Читать книгу Multicultural Psychology - Jennifer T. Pedrotti - Страница 37
Asian Americans
ОглавлениеFor Asian Americans, that very term raises a number of issues, from the way in which it obscures the extraordinary diversity contained within this group (more than 20 nations, cultures, histories, etc. in the United States alone) to the use of “American” for a population ironically seen as “the perpetual foreigner.” Neither of the authors of this text can count the number of times Asian American students have told us the story of being praised for their command of the English language and of being asked, “Where are you from?” followed by, “Where are you really from?” when the answer of Chicago or New Orleans or Fresno isn’t enough. Asian Americans are often seen as not really American; they are often betrayed in popular culture with heavy accents, but little ethnic or national specificity, they are “Asian,” and thus other.
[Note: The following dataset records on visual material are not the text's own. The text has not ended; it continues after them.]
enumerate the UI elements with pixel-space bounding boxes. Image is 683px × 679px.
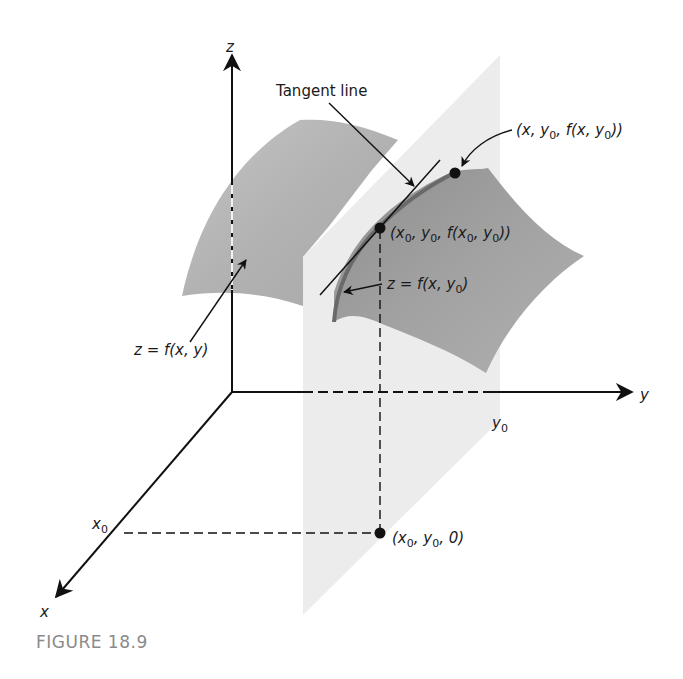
tangent-line-label: Tangent line — [275, 82, 367, 100]
point-moving-label: (x, y0, f(x, y0)) — [516, 121, 623, 142]
y-axis-label: y — [639, 386, 650, 404]
point-tangent — [375, 223, 386, 234]
x-axis — [56, 392, 232, 597]
point-base — [375, 528, 386, 539]
figure-caption: FIGURE 18.9 — [36, 632, 148, 652]
x-axis-label: x — [39, 603, 49, 621]
partial-derivative-diagram: z y x y0 x0 Tangent line (x, y0, f(x, y0… — [0, 0, 683, 679]
surface-main-label: z = f(x, y) — [133, 341, 208, 359]
y0-label: y0 — [491, 414, 508, 435]
x0-label: x0 — [91, 515, 108, 536]
point-base-label: (x0, y0, 0) — [392, 529, 464, 550]
point-moving — [450, 168, 461, 179]
z-axis-label: z — [225, 38, 235, 56]
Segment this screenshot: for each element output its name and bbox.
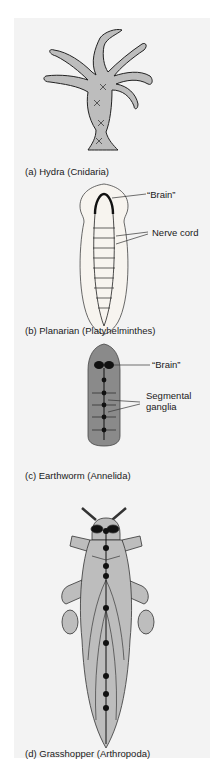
earthworm-illustration <box>88 344 150 446</box>
earthworm-brain-label: “Brain” <box>152 359 181 370</box>
hydra-illustration <box>44 29 152 150</box>
planarian-brain-label: “Brain” <box>147 189 176 200</box>
caption-hydra: (a) Hydra (Cnidaria) <box>25 166 109 177</box>
earthworm-segmental-label: Segmental <box>146 390 191 401</box>
caption-earthworm: (c) Earthworm (Annelida) <box>25 470 131 481</box>
nervous-system-diagram <box>0 0 216 773</box>
caption-planarian: (b) Planarian (Platyhelminthes) <box>25 325 155 336</box>
caption-grasshopper: (d) Grasshopper (Arthropoda) <box>25 748 150 759</box>
planarian-illustration <box>80 184 148 334</box>
planarian-nerve-cord-label: Nerve cord <box>152 227 198 238</box>
earthworm-ganglia-label: ganglia <box>146 401 177 412</box>
grasshopper-illustration <box>62 508 154 748</box>
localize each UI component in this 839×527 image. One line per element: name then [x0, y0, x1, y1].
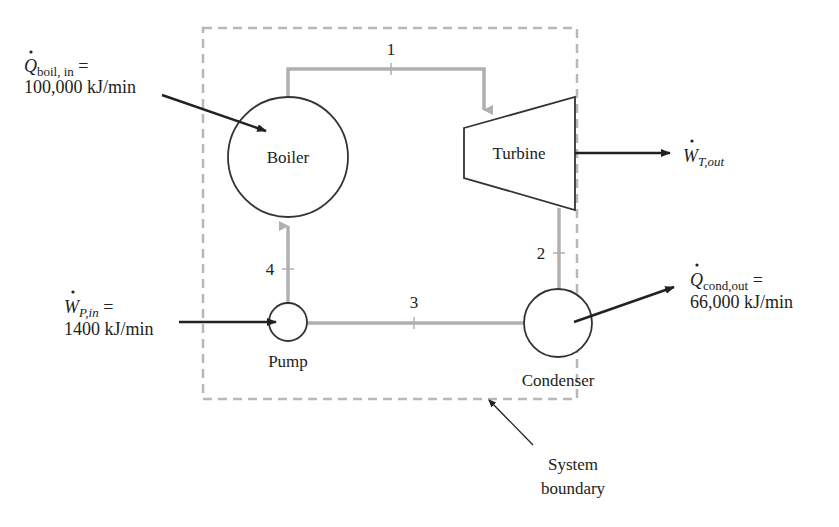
boiler-label: Boiler — [267, 148, 310, 167]
state-1-label: 1 — [387, 40, 396, 59]
dot-overline — [29, 50, 32, 53]
w-turbine-out-label: WT,out — [683, 139, 725, 169]
condenser-label: Condenser — [522, 371, 595, 390]
q-boil-value: 100,000 kJ/min — [24, 77, 136, 97]
system-boundary — [203, 28, 577, 399]
state-4-label: 4 — [266, 260, 275, 279]
q-cond-equals: = — [748, 270, 763, 290]
q-cond-symbol: Q — [690, 270, 703, 290]
dot-overline — [695, 263, 698, 266]
dot-overline — [71, 290, 74, 293]
boundary-label-line2: boundary — [541, 479, 606, 498]
q-cond-value: 66,000 kJ/min — [690, 292, 793, 312]
dot-overline — [690, 139, 693, 142]
boundary-label-line1: System — [548, 455, 598, 474]
q-boil-in-label: Qboil, in = 100,000 kJ/min — [24, 50, 136, 97]
w-pump-in-label: WP,in = 1400 kJ/min — [64, 290, 154, 339]
svg-text:Qcond,out =: Qcond,out = — [690, 270, 763, 293]
condenser-shape — [524, 289, 592, 357]
q-cond-out-arrow — [574, 287, 674, 322]
svg-text:WP,in =: WP,in = — [64, 297, 113, 320]
state-2-label: 2 — [537, 244, 546, 263]
power-cycle-diagram: Boiler Turbine Condenser Pump 1 2 3 4 Qb… — [0, 0, 839, 527]
q-boil-symbol: Q — [24, 56, 37, 76]
w-turbine-subscript: T,out — [698, 154, 725, 169]
q-cond-subscript: cond,out — [703, 278, 749, 293]
w-pump-value: 1400 kJ/min — [64, 319, 154, 339]
w-pump-equals: = — [99, 297, 114, 317]
pump-label: Pump — [268, 352, 308, 371]
boundary-pointer-arrow — [489, 400, 533, 445]
q-boil-equals: = — [74, 56, 89, 76]
q-cond-out-label: Qcond,out = 66,000 kJ/min — [690, 263, 793, 312]
w-pump-subscript: P,in — [78, 305, 99, 320]
svg-text:WT,out: WT,out — [683, 146, 725, 169]
svg-text:Qboil, in =: Qboil, in = — [24, 56, 89, 79]
state-3-label: 3 — [410, 293, 419, 312]
turbine-label: Turbine — [492, 144, 545, 163]
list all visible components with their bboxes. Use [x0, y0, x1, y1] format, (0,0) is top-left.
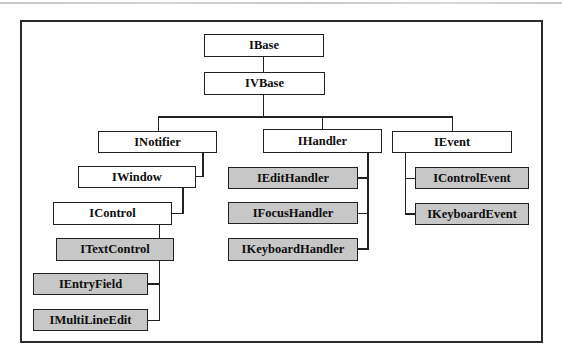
connector-iwindow-icontrol-h — [172, 213, 184, 215]
node-ikeyboardevent: IKeyboardEvent — [415, 203, 529, 225]
node-ientryfield: IEntryField — [33, 273, 148, 295]
connector-stub-imultilineedit — [148, 320, 160, 322]
connector-ihandler-spine — [367, 153, 369, 250]
connector-inotifier-iwindow-v — [202, 153, 204, 177]
hierarchy-diagram: IBase IVBase INotifier IHandler IEvent I… — [0, 0, 562, 364]
node-ikeyboardhandler: IKeyboardHandler — [228, 238, 358, 261]
node-iedithandler: IEditHandler — [228, 167, 358, 189]
connector-branch-horizontal — [158, 116, 454, 118]
connector-ievent-spine — [405, 153, 407, 215]
connector-itextcontrol-spine — [159, 261, 161, 321]
connector-stub-icontrolevent — [405, 178, 416, 180]
connector-stub-ikeyboardevent — [405, 213, 416, 215]
connector-drop-ievent — [452, 116, 454, 131]
node-icontrolevent: IControlEvent — [415, 167, 529, 189]
connector-icontrol-itextcontrol — [159, 225, 161, 238]
connector-stub-ikeyboardhandler — [358, 248, 369, 250]
connector-stub-ientryfield — [148, 283, 160, 285]
node-ievent: IEvent — [392, 131, 512, 153]
node-icontrol: IControl — [53, 202, 172, 225]
node-iwindow: IWindow — [78, 166, 196, 188]
connector-stub-ifocushandler — [358, 213, 369, 215]
connector-ivbase-branch — [263, 95, 265, 117]
node-inotifier: INotifier — [98, 131, 217, 153]
connector-ibase-ivbase — [263, 57, 265, 72]
node-ivbase: IVBase — [204, 72, 325, 95]
node-itextcontrol: ITextControl — [56, 238, 174, 261]
page-top-rule — [0, 2, 562, 4]
connector-iwindow-icontrol-v — [182, 188, 184, 214]
connector-inotifier-iwindow-h — [196, 176, 204, 178]
node-ihandler: IHandler — [263, 129, 382, 153]
node-ibase: IBase — [204, 34, 324, 57]
connector-stub-iedithandler — [358, 177, 369, 179]
connector-drop-ihandler — [322, 116, 324, 130]
connector-drop-inotifier — [158, 116, 160, 131]
node-ifocushandler: IFocusHandler — [228, 202, 358, 224]
node-imultilineedit: IMultiLineEdit — [33, 309, 148, 331]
Early encounters, and the beginning of Asian racial constructions in the United States, began in the 1800s with the Chinese and Japanese. In Orientals: Asian Americans in Popular Culture, Lee (1999) argues that there are six “faces” or images that make up the racial construction of Asian Americans—the “pollutant,” the “coolie,” the deviant, the yellow peril, the model minority, and the “gook,” each one constructed at “a specific historical moment, marked by a shift in class relations accompanied by cultural crisis” (p. 8). He goes on to write that
some studies attribute hostilities towards Asian immigrants directly to economic competition and the creation of an ethnically defined segmented labor market. They provide us with an economic framework for understanding the dynamics of class and race and a map of the economic terrain on which anti-Asian hostility has been built (pp. 5–6).
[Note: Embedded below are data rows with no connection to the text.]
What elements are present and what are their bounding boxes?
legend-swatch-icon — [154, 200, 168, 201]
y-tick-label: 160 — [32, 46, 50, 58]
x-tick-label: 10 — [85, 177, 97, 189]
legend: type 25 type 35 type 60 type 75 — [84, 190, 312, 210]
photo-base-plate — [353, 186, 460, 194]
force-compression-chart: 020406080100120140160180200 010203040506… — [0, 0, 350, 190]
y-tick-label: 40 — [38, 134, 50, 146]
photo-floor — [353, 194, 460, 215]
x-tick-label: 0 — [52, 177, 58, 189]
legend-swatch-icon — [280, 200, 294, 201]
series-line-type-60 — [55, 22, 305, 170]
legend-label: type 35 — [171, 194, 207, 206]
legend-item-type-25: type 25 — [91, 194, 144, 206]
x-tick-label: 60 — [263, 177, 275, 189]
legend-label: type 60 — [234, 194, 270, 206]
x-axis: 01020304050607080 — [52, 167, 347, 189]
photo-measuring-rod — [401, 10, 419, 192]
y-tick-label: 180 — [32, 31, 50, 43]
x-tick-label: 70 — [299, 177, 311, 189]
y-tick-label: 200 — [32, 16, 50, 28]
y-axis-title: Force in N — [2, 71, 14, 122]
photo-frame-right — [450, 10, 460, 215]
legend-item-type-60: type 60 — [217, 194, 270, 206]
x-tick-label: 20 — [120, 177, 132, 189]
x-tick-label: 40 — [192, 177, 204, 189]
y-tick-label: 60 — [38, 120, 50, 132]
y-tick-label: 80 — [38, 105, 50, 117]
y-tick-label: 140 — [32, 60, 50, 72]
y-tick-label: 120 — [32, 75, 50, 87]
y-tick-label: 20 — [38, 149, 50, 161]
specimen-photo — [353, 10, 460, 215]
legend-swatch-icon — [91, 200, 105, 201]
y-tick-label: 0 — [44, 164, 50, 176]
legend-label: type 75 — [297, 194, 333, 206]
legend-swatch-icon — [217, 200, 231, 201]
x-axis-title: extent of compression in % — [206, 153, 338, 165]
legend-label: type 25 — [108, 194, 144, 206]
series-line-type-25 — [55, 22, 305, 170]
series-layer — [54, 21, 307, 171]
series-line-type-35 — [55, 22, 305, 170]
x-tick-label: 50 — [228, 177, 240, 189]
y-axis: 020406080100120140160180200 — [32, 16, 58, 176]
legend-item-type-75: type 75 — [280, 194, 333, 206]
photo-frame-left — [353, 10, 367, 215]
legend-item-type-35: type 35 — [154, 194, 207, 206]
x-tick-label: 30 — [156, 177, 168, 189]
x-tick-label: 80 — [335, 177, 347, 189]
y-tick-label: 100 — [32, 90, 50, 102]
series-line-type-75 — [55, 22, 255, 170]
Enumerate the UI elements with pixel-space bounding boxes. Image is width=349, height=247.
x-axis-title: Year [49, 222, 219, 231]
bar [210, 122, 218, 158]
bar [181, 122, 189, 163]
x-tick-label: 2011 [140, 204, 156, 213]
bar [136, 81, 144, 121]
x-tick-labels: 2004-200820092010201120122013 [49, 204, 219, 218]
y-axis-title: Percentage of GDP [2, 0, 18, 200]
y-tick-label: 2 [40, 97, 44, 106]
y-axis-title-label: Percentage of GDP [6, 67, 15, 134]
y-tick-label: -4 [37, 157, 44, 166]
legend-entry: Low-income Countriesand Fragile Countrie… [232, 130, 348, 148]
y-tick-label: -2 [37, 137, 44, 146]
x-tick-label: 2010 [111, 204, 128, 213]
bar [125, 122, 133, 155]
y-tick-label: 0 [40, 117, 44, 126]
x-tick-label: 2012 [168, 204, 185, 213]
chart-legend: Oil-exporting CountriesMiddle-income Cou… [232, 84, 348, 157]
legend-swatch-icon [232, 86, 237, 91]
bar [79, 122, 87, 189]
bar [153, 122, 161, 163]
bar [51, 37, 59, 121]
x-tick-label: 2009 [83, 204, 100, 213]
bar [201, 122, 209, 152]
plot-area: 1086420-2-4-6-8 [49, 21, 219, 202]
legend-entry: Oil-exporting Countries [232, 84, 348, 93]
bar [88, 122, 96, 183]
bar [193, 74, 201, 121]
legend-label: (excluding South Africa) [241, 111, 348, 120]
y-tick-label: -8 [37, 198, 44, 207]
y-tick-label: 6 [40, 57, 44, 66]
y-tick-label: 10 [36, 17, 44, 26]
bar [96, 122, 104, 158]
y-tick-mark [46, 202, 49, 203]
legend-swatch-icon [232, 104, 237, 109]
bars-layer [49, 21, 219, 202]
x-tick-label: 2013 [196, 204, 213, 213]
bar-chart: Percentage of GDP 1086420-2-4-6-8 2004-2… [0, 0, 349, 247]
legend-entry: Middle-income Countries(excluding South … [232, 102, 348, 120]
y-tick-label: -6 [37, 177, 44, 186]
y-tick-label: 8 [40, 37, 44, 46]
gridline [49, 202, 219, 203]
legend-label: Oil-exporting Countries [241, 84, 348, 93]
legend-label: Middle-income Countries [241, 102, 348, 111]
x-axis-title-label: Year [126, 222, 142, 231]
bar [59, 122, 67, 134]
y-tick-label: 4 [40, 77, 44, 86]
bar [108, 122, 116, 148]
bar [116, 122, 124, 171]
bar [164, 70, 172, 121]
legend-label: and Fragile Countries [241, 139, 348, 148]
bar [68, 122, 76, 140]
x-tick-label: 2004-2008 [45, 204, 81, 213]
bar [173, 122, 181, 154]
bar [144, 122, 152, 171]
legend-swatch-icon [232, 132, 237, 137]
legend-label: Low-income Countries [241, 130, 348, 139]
In other words, the coolie representations of the Chinese were developed at a time when the Chinese laborer was seen as a threat to White labor. Politically, these representations formed the backdrop to the 1882 Chinese Exclusion Act, which barred all Chinese immigration; it was the first federal law that targeted a specific ethnic group. Similarly, a report from the US government’s Commission on Wartime Relocation and Internment of Civilians, “Personal Justice Denied” (Kashima, 1997), concluded that the economic threat that White West Coast farmers felt from Japanese agricultural success formed “part of the impetus for the incarceration of the Japanese” (p. 42) during World War II. Figure 2.4 shows a timeline of Asian American history.
Figure 2.4 Asian American Timeline
Asian Americans may soon become the fastest growing immigrant group in the United States. According to Pew research (Lopez, Ruiz, & Patten, 2017), the Asian immigrant population grew 72% from 2000 to 2015.